(1) The actual retro market is incredibly minuscule compared to the existing D&D and Pathfinder markets. Most of that market is incredibly conservative and you're never going to make any appreciable inroads in picking them up.
If you build it, they will come. I don't know the numbers that would legitimately compare the people PLAYING older editions and retroclones versus those playing 3E/PF, and those playing 4E. I don't believe ANYBODY really has those numbers. Oh, you can compare SALES but that's not the same as knowing how many people are actually playing what since older editions aren't going to show up in current sales figures and even with 4E you don't have to own and continue to buy tons of materials to continue to play.
As you say though, that market IS conservative.

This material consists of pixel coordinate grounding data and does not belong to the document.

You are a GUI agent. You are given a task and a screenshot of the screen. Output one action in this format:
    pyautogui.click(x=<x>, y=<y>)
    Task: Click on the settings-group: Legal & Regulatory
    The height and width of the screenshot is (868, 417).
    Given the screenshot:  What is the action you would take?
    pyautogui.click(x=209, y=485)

But that doesn't mean they won't go for anything new - it means the game they want to play needs to appreciate and accommodate the STYLE of rules and gameplay that they're after which is a LARGE part of the discontent with newer editions. It's not a blanket disdain of anything new - it's a desire to get back what has been lost.
(2) 3.5/Pathfinder gamers generally like the fact that 3rd Edition cleaned up AD&D and incorporated most of the house rules people had been playing with for years or decades. That's why they're playing 3.5/Pathfinder instead of a retro clone in the first place.
Even for those for which that's true it's FAR from being their ONLY reason behind their choice. If I had to guess (and I suppose I do since that's sorta what the thread is about) most people are likely playing 3e/PF largely just because 3E is the version THEY started with.
(3) 4th Edition is a radically different game and a slightly tweaked version of AD&D is not going to appeal to 4E fans.
So you'll lose 4E fans (probably in droves). You almost certainly won't pick up any significant portion of the 3.X market you've already lost. And even if you created an OSR-darling, the conversion numbers would still be minuscule.
I don't think you're seeing/appreciating the larger picture. It's like you refuse to believe that people CAN change editions for some reason - but it happens a fair amount. Certainly it happened on a MASSIVE scale with the change from 1E to 2E, from 2E to 3E, from 3E to 4E and over to Pathfinder. People have drifted around after all these changes, whether back to their originally experienced version of D&D, over to other non-D&D systems, skipped over editions to land on playing a more recent one, etc. I've seen any number of people posting to say they missed 3E altogether and now love 4E. I've seen people who moved back to 3E from 4E, or to retroclones. People moved from 3E to PF and never touched 4E at all. Etc. Etc.
Someday 4E will end - that is to say that for one reason or another WotC will almost certainly cease publishing it/actively supporting it. Or maybe a business model can be found that will allow them to
stop pretending that other versions of D&D universally suck or don't exist. People can and do play multiple versions of D&D and can and will drift from one to another as their own preferences - and the gaming market - shift.
But it probably won't because OD&D is an unplayable historical curiosity. I think every serious gamer should hunt down a copy and read through it because there's a lot of valuable insight to be had from that, but it has basically zero mainstream appeal.
See, now this tells me only that YOU have a curiously narrow point of view. "
Unplayable historical curiosity"? DUDE... the game you play NOW - regardless of what version of D&D that might be or even IF it's D&D at all - owes its existence to the fact that OD&D was extraordinarily playable and enjoyable leading to so many people expanding on what they could and would do with it. Yes, it's quite... simplistic compared to a "modern" set of RPG rules - but that's hardly the explanation for why it's now such a small portion of what's actually being played.
"Unplayable"? That's really a rather boggling word to be using.